Archive for June, 2009

The Labour Party left Compass group has just held a conference, No Turning Back, which aimed to bring together left and progressive currents to explore the scope for “a new model of pluralist politics”.  The Guardian account of the conference was also very positive.  Particularly in the degree of common ground between labour’s Compass left and the Green Party in agreeing on a core set of policies.

However, my immediate reaction is to raise a couple of queries over this as a way forward:

1. It seems to me that after 12 years of the New Labour Project, the left (inside and outside the party) is at its weakest. I suspect that most members of the party who would have worked for the kind of policies and approaches outlined here have, like myself, left long ago. Not only in reaction to what the Blair/Brown governments have done, but because the evisceration of party democracy meant that our views did not count.

2. I do not yet see much sign of a strategy emerging rather than another wish list of policies. What is the Labour Party for? Is it simply about attempting to capture the State, as it is, in order to ameliorate the worst aspects of globalised capitalism? (wouldn’t this just be to repeat the mistakes/defeats of the seventies?). If the aim is, rather, to bring about a serious shift in power away from the state and big business and towards civil society, surely this requires a coherent strategy for democracy, civil liberties and greater equality that most people (not just most party members) will actively support? The Labour Party, even before its Blairite makeover, was constituted mainly as an electoral machine to increase labour representation locally and centrally, and takes support for granted.

I am seeing a lot just recently about the Transition Initiatives.  A movement dedicated to encouraging people to take action to help their local communities become more relilient to changes anticipated due to peak oil and climate change.  Even The Guardian has got in on it with an article by Madeleine Bunting: Beyond Westminster’s bankrupted practices, a new idealism is emerging.

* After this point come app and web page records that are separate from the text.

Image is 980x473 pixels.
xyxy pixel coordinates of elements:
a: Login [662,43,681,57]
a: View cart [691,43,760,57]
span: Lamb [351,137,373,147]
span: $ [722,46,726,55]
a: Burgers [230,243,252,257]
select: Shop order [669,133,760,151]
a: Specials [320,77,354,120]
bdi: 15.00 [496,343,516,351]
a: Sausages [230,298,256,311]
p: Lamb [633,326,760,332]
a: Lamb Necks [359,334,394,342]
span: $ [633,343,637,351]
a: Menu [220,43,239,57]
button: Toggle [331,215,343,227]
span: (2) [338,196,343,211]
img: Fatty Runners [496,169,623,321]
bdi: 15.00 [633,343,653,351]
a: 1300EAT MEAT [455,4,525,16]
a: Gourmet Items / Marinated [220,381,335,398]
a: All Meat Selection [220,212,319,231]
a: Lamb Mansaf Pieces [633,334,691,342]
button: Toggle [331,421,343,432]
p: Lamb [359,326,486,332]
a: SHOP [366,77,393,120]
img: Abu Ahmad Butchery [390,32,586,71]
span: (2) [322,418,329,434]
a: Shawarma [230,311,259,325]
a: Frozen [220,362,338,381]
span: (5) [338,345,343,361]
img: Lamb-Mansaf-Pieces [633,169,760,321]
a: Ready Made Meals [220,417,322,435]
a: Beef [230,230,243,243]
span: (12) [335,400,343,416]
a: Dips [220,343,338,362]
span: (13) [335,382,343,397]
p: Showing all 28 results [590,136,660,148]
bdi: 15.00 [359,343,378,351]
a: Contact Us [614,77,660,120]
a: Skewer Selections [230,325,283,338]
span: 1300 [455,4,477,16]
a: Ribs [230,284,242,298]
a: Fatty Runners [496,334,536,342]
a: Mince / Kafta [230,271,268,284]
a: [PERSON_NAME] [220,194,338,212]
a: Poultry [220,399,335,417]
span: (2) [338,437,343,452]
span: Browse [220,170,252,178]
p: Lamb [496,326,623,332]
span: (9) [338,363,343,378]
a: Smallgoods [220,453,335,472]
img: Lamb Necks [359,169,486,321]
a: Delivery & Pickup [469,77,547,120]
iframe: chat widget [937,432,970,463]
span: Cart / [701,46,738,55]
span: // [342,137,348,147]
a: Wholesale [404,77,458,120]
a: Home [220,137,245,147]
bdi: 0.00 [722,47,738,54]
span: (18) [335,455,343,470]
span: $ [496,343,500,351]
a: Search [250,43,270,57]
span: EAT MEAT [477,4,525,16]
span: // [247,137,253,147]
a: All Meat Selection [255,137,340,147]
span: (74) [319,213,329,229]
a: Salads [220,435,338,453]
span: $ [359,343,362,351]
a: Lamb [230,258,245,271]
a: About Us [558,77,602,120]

Is Transition a radical and creative way to re-engage ordinary people with progressive politics and participatory democracy?  Or is it simply non-political self indulgence by a small number of middle-class hippies?  Very few of the comments on the article posted on The Guardian’s web site attempt to debate the issues raised, which is disappointing but hardly surprising.  So many of the comments on most pieces seem to be coming from a relatively small number of juvenile trolls that the section should be renamed from Comment is Free to Comment is Banal.

I went to a screening this evening (organised by the York in Transition Initiative) of a documentary film about how Cuba coped with the sudden loss of oil, fertilisers and other imports following the collapse of the USSR in the nineties.  It was not about how Cubans became middle-class hippies, but how a society was forced by circumstances to introduce radical changes in order to survive.
We can argue over how much and how quickly we are going to experience volatile change here in Europe thanks to global recession/depression, peak oil and climate change, but it’s stupid to insist we can avoid a crisis.
The illusion of security (whether in work, health, retirement or environment) available in a free-market, class-based economy  is being torn away.  This growing insecurity perhaps partly explains the degree of anger being directed towards MPs and the growing disaffection with Westminster.
This is an opportunity for us to look not just at the formal trappings and institutions of ‘representative democracy’, but also to question what sort of society we want to live in and what actions we ourselves can take to bring it about.  It should not simply be about surviving ecological shocks but more importantly social justice and the distribution of power in society.